What happens to consulate appointments already scheduled for 2029 and beyond? Will those appointments be honored, canceled, or converted to the centralized process?

How will the email-only system handle the complex document submissions required for citizenship cases, which often involve dozens of original documents requiring physical review?

Will the annual quota reset each January, or will unused capacity roll over?

Impact on the Judicial Route

Bill 1683 addresses only the administrative pathway. The judicial route, filing a case directly in an Italian tribunal, remains available and is not subject to the annual caps or the centralization requirement. Legal practitioners have noted that the combination of annual quotas, three-year processing timelines, and the centralization of a previously distributed system may drive even more applicants toward the courts.
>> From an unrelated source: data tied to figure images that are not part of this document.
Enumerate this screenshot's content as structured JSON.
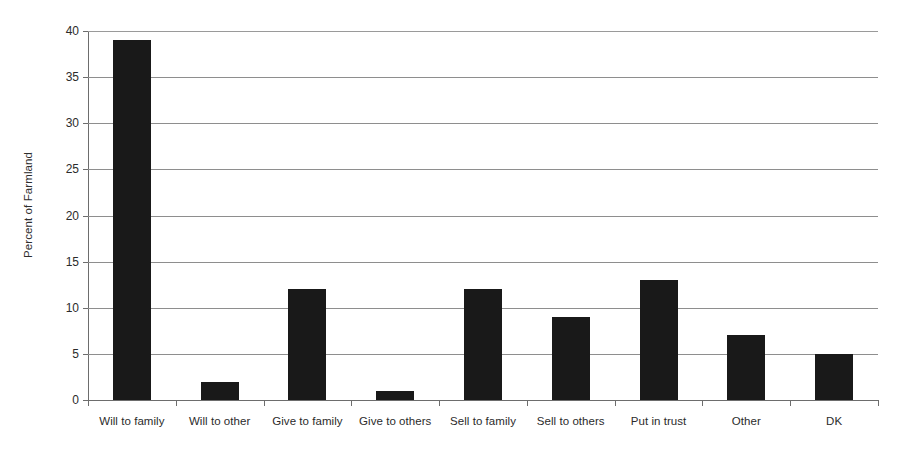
{
  "chart_data": {
    "type": "bar",
    "title": "",
    "subtitle": "",
    "xlabel": "",
    "ylabel": "Percent of Farmland",
    "categories": [
      "Will to family",
      "Will to other",
      "Give to family",
      "Give to others",
      "Sell to family",
      "Sell to others",
      "Put in trust",
      "Other",
      "DK"
    ],
    "values": [
      39,
      2,
      12,
      1,
      12,
      9,
      13,
      7,
      5
    ],
    "ylim": [
      0,
      40
    ],
    "ytick_values": [
      0,
      5,
      10,
      15,
      20,
      25,
      30,
      35,
      40
    ],
    "ytick_labels": [
      "0",
      "5",
      "10",
      "15",
      "20",
      "25",
      "30",
      "35",
      "40"
    ],
    "grid": true,
    "grid_axis": "y",
    "legend": false,
    "legend_position": "none",
    "bar_color": "#191919",
    "axis_color": "#6d6d6d",
    "gridline_color": "#8e8e8e",
    "background_color": "#ffffff"
  }
}
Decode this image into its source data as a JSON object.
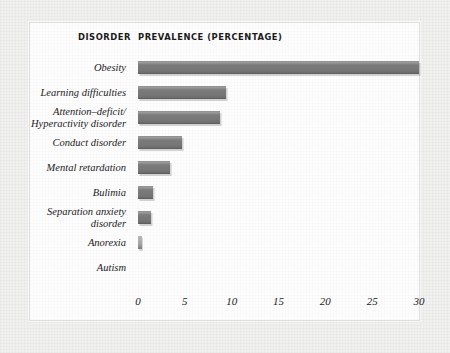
{
  "figure": {
    "header_disorder": "DISORDER",
    "header_prevalence": "PREVALENCE (PERCENTAGE)",
    "bar_color": "#767676",
    "plate_color": "#fdfdfd",
    "background_color": "#f1f1f0"
  },
  "chart_data": {
    "type": "bar",
    "orientation": "horizontal",
    "title": "PREVALENCE (PERCENTAGE)",
    "xlabel": "",
    "ylabel": "DISORDER",
    "xlim": [
      0,
      30
    ],
    "grid": false,
    "legend": null,
    "xticks": [
      "0",
      "5",
      "10",
      "15",
      "20",
      "25",
      "30"
    ],
    "xtick_values": [
      0,
      5,
      10,
      15,
      20,
      25,
      30
    ],
    "categories": [
      "Obesity",
      "Learning difficulties",
      "Attention–deficit/ Hyperactivity disorder",
      "Conduct disorder",
      "Mental retardation",
      "Bulimia",
      "Separation anxiety disorder",
      "Anorexia",
      "Autism"
    ],
    "category_lines": [
      [
        "Obesity"
      ],
      [
        "Learning difficulties"
      ],
      [
        "Attention–deficit/",
        "Hyperactivity disorder"
      ],
      [
        "Conduct disorder"
      ],
      [
        "Mental retardation"
      ],
      [
        "Bulimia"
      ],
      [
        "Separation anxiety",
        "disorder"
      ],
      [
        "Anorexia"
      ],
      [
        "Autism"
      ]
    ],
    "values": [
      30,
      9.4,
      8.8,
      4.7,
      3.4,
      1.6,
      1.4,
      0.4,
      0
    ]
  }
}
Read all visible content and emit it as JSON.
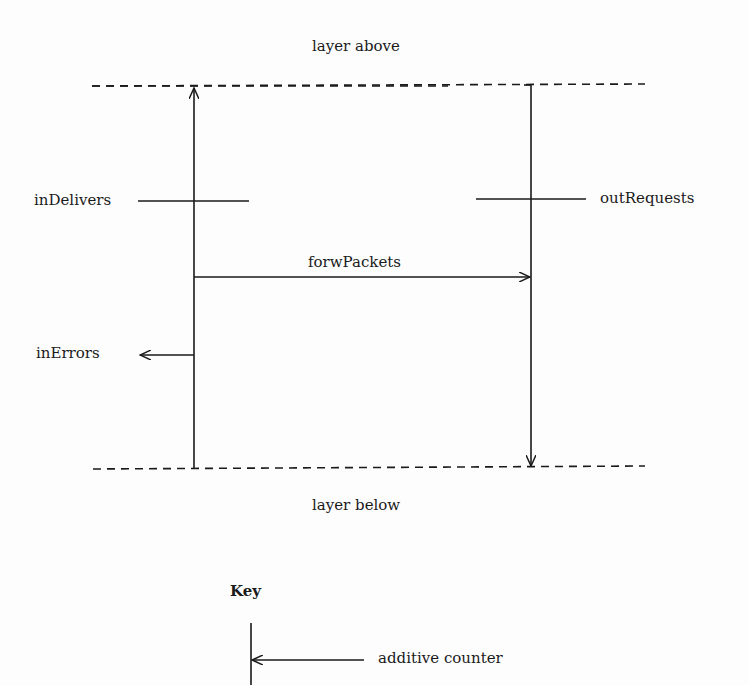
{
  "diagram": {
    "top_label": "layer above",
    "bottom_label": "layer below",
    "counters": {
      "in_delivers": "inDelivers",
      "out_requests": "outRequests",
      "forw_packets": "forwPackets",
      "in_errors": "inErrors"
    },
    "key": {
      "title": "Key",
      "additive_counter": "additive counter"
    },
    "colors": {
      "line": "#1a1a1a",
      "background": "#fdfdfd"
    }
  }
}
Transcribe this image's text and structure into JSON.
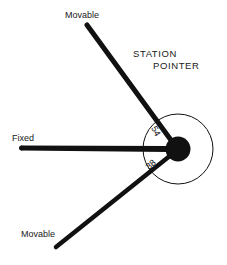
{
  "title": {
    "line1": "STATION",
    "line2": "POINTER"
  },
  "arms": {
    "upper": {
      "label": "Movable",
      "angle_label": "54"
    },
    "fixed": {
      "label": "Fixed"
    },
    "lower": {
      "label": "Movable",
      "angle_label": "38"
    }
  },
  "colors": {
    "ink": "#111111",
    "background": "#ffffff"
  }
}
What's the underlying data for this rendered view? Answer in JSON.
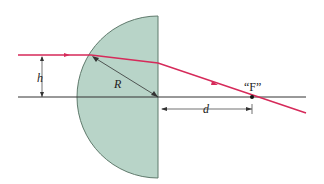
{
  "diagram": {
    "labels": {
      "height": "h",
      "radius": "R",
      "distance": "d",
      "focus": "“F”"
    },
    "colors": {
      "ray": "#d62a5a",
      "lens_fill": "#b8d4c8",
      "lens_stroke": "#557060",
      "axis": "#333333",
      "dimension": "#333333"
    }
  }
}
This would be ironic: the reform was motivated in part by the desire to reduce the caseload on Italian tribunals, particularly the Venice court, which handles an estimated 70% of all judicial citizenship cases. If the administrative pathway becomes slower and more restrictive, the judicial route becomes more attractive, potentially increasing, not decreasing, the court burden.

What You Should Do

If you are planning to apply for Italian citizenship by descent through the administrative route, the annual caps are already in effect. Contact your local consulate now to understand their current appointment availability and whether they are approaching their 2026 quota. If you are considering the judicial route, the current legal landscape remains in flux with the Sezioni Unite hearing on April 14 and the Mantova constitutional hearing on June 9. Seek qualified legal guidance before making a decision.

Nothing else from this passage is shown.